Kelly’s Reflection: Week of 3/16 – 3/22

This week was all about bandwidth and RAM, both literal and metaphorical. I had trouble connecting to our class’s Tuesday Zoom session—certainly a matter of too many devices and too many programs demanding too much of a limited Internet connection in my getaway in Kentucky. I also had trouble working on the visualizations this week—certainly a matter of too many worries and too many plans to make demanding too much of a brain that would ordinarily be on spring break, my annual reboot.

So, eager not to hold my team back with my distractedness, I turned to low-level but time-consuming tasks: scraping and cleaning data. Our team is interested in comparing our current data set of Newbery authors and protagonists to data about other awards. So, I scraped the basics on the next most recognizable children’s book honor: the Caldecotts, which recognize excellence in picture books.

The scraping experience reminded me that most online python tutorials work with best-case scenarios. The videos that taught me how to scrape earlier this semester drew from huge, well-established websites (the New York Times and monster.com) to demonstrate the power of the code. The few sites offering a full list of Caldecott winners were less established, and the HTML was erratic at best. The site from which I scraped the Caldecott honorees fortunately organized those winners in lists, so I could find all <li>, but within those lists, they only sometimes embedded the title in anchor tags, and they often included manual spacing and tabs for no apparent reason. About half of the time, the books were illustrated by someone other than the author, so splitting the results by the word “by,” as I was able to do for the Newberys, got tricky. So, my code just grabbed the titles and attempted to grab authors, resulting in a two-column .csv file in desperate need of real cleaning—a far cry from the comparatively tidy results of the Newbery scrape. But that kind of cleaning—split screening the data and the original site and checking manually for errors—was exactly the kind of mindless labor I needed. Now, we’ve got the years, titles, authors, and illustrators, and already, without further research, we can see that the Caldecotts are much more diverse than the Newberys. But of course, further research is what we now need as we identify author and protagonist gender and race/ethnicity more precisely.

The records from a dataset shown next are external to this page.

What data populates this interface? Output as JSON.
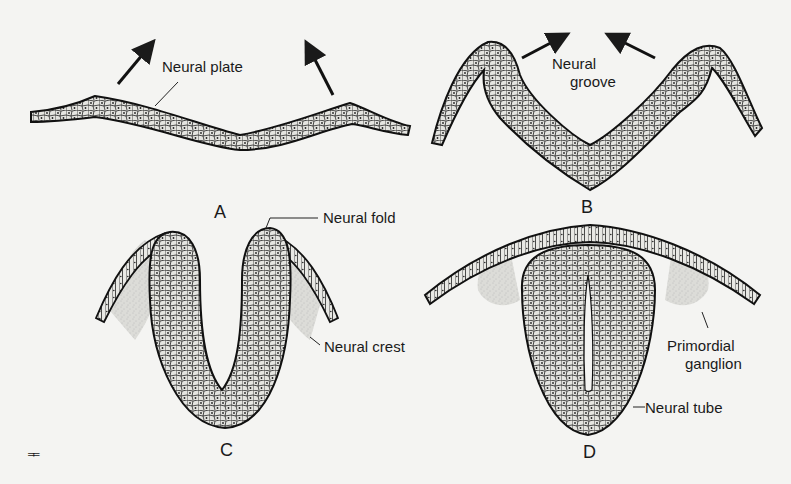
{
  "figure": {
    "panels": [
      {
        "id": "A",
        "label": "A",
        "callouts": [
          "Neural plate"
        ]
      },
      {
        "id": "B",
        "label": "B",
        "callouts": [
          "Neural groove"
        ]
      },
      {
        "id": "C",
        "label": "C",
        "callouts": [
          "Neural fold",
          "Neural crest"
        ]
      },
      {
        "id": "D",
        "label": "D",
        "callouts": [
          "Primordial ganglion",
          "Neural tube"
        ]
      }
    ],
    "labels": {
      "neural_plate": "Neural plate",
      "neural_groove_1": "Neural",
      "neural_groove_2": "groove",
      "neural_fold": "Neural fold",
      "neural_crest": "Neural crest",
      "primordial_ganglion_1": "Primordial",
      "primordial_ganglion_2": "ganglion",
      "neural_tube": "Neural tube",
      "panel_a": "A",
      "panel_b": "B",
      "panel_c": "C",
      "panel_d": "D",
      "corner_mark": "ᆍ"
    },
    "colors": {
      "ink": "#1a1a1a",
      "paper": "#f4f4f2",
      "cell_fill": "#e4e4e0",
      "crest_stipple": "#cfcfcb"
    }
  }
}
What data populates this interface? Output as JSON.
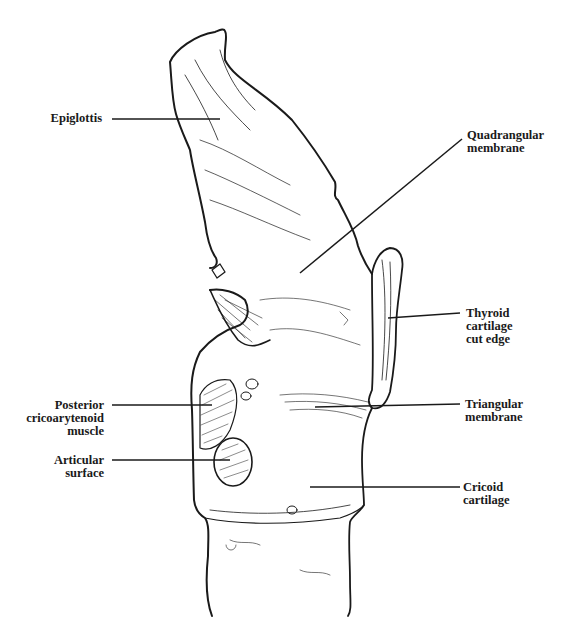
{
  "figure": {
    "colors": {
      "ink": "#1a1a1a",
      "background": "#ffffff"
    }
  },
  "labels": {
    "epiglottis": "Epiglottis",
    "quadrangular_membrane": "Quadrangular\nmembrane",
    "thyroid_cartilage_cut_edge": "Thyroid\ncartilage\ncut edge",
    "posterior_cricoarytenoid_muscle": "Posterior\ncricoarytenoid\nmuscle",
    "articular_surface": "Articular\nsurface",
    "triangular_membrane": "Triangular\nmembrane",
    "cricoid_cartilage": "Cricoid\ncartilage"
  }
}
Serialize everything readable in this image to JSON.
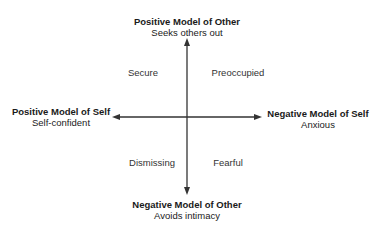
{
  "diagram": {
    "type": "quadrant",
    "axes": {
      "top": {
        "title": "Positive Model of Other",
        "subtitle": "Seeks others out"
      },
      "bottom": {
        "title": "Negative Model of Other",
        "subtitle": "Avoids intimacy"
      },
      "left": {
        "title": "Positive Model of Self",
        "subtitle": "Self-confident"
      },
      "right": {
        "title": "Negative Model of Self",
        "subtitle": "Anxious"
      }
    },
    "quadrants": {
      "top_left": "Secure",
      "top_right": "Preoccupied",
      "bottom_left": "Dismissing",
      "bottom_right": "Fearful"
    },
    "colors": {
      "line": "#333333",
      "text": "#1a1a1a"
    }
  }
}
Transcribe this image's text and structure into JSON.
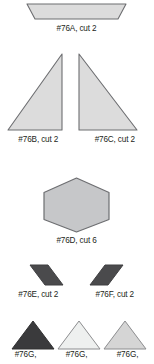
{
  "document": {
    "type": "sewing-pattern-piece-sheet",
    "background_color": "#ffffff",
    "outline_color": "#58595b",
    "text_color": "#231f20"
  },
  "pieces": [
    {
      "id": "76A",
      "label": "#76A, cut 2",
      "shape": "trapezoid",
      "fill": "#dcdcdc",
      "stroke": "#6d6e71",
      "orientation": "wide-top-narrow-bottom"
    },
    {
      "id": "76B",
      "label": "#76B, cut 2",
      "shape": "right-triangle",
      "fill": "#dcdcdc",
      "stroke": "#6d6e71",
      "orientation": "right-angle-bottom-right"
    },
    {
      "id": "76C",
      "label": "#76C, cut 2",
      "shape": "right-triangle",
      "fill": "#dcdcdc",
      "stroke": "#6d6e71",
      "orientation": "right-angle-bottom-left"
    },
    {
      "id": "76D",
      "label": "#76D, cut 6",
      "shape": "hexagon",
      "fill": "#c6c7c9",
      "stroke": "#6d6e71",
      "orientation": "flat-left-right-points"
    },
    {
      "id": "76E",
      "label": "#76E, cut 2",
      "shape": "parallelogram",
      "fill": "#4a4a4c",
      "stroke": "#3f3f41",
      "orientation": "slant-right-lean"
    },
    {
      "id": "76F",
      "label": "#76F, cut 2",
      "shape": "parallelogram",
      "fill": "#4a4a4c",
      "stroke": "#3f3f41",
      "orientation": "slant-left-lean"
    },
    {
      "id": "76G-dark",
      "label": "#76G,",
      "shape": "triangle",
      "fill": "#3a3a3c",
      "stroke": "#303031",
      "orientation": "apex-up"
    },
    {
      "id": "76G-light",
      "label": "#76G,",
      "shape": "triangle",
      "fill": "#eef0ef",
      "stroke": "#8c8d8f",
      "orientation": "apex-up"
    },
    {
      "id": "76G-mid",
      "label": "#76G,",
      "shape": "triangle",
      "fill": "#d5d5d5",
      "stroke": "#8c8d8f",
      "orientation": "apex-up"
    }
  ]
}
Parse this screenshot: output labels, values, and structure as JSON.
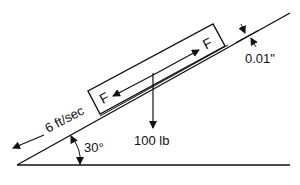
{
  "diagram": {
    "type": "inclined-plane-free-body",
    "labels": {
      "force_top": "F",
      "force_bottom": "F",
      "weight": "100 lb",
      "velocity": "6 ft/sec",
      "angle": "30°",
      "gap": "0.01\""
    },
    "colors": {
      "line": "#111111",
      "background": "#ffffff"
    }
  }
}
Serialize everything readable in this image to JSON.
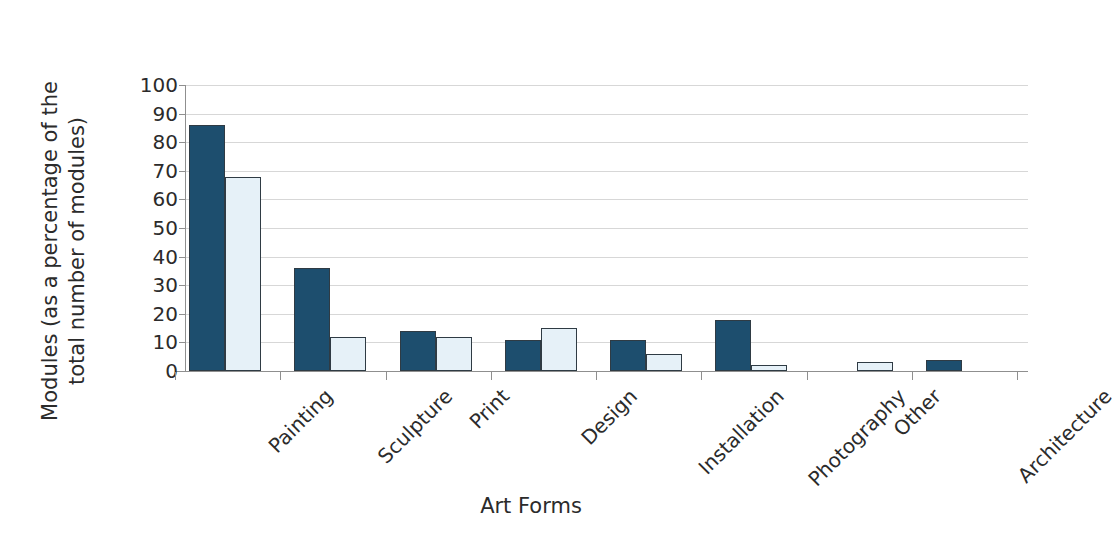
{
  "chart_data": {
    "type": "bar",
    "title": "",
    "xlabel": "Art Forms",
    "ylabel": "Modules (as a percentage of the total number of modules)",
    "ylabel_line1": "Modules (as a percentage of the",
    "ylabel_line2": "total number of modules)",
    "categories": [
      "Painting",
      "Sculpture",
      "Print",
      "Design",
      "Installation",
      "Photography",
      "Other",
      "Architecture"
    ],
    "series": [
      {
        "name": "series-1",
        "color": "#1d4e6e",
        "values": [
          86,
          36,
          14,
          11,
          11,
          18,
          0,
          4
        ]
      },
      {
        "name": "series-2",
        "color": "#e6f1f8",
        "values": [
          68,
          12,
          12,
          15,
          6,
          2,
          3,
          0
        ]
      }
    ],
    "ylim": [
      0,
      100
    ],
    "y_ticks": [
      0,
      10,
      20,
      30,
      40,
      50,
      60,
      70,
      80,
      90,
      100
    ],
    "y_tick_labels": [
      "0",
      "10",
      "20",
      "30",
      "40",
      "50",
      "60",
      "70",
      "80",
      "90",
      "100"
    ],
    "grid": true,
    "grid_axis": "y",
    "grid_color": "#d7d7d7",
    "legend": false,
    "bar_edge_color": "#2f3b44",
    "axis_color": "#8f8f8f",
    "background": "#ffffff",
    "x_tick_label_rotation": -45
  }
}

Another great boon this week: Meg reminded us that what we’re doing matters. She crafted an initial blog post for our website intended to remind our users that as children consume books in isolation—away from school and peers and the outside world—that parents need to make sure that those pages reflect themselves and others. If children only read from a small slice of the literature available, they will be isolated indeed. We hope our project can help parents make well-informed decisions this spring, when reading might be, in some ways, the only contact kids have with the outside world.

(On a side note, I’ve remembered this week what we learned last term in the Intro to DH class: that the data infrastructure in the US allows us access to our jobs and each other in this time of crisis in a way that few other countries’ infrastructure can. I’m wondering how we might use that access to support those without it. Thoughts?)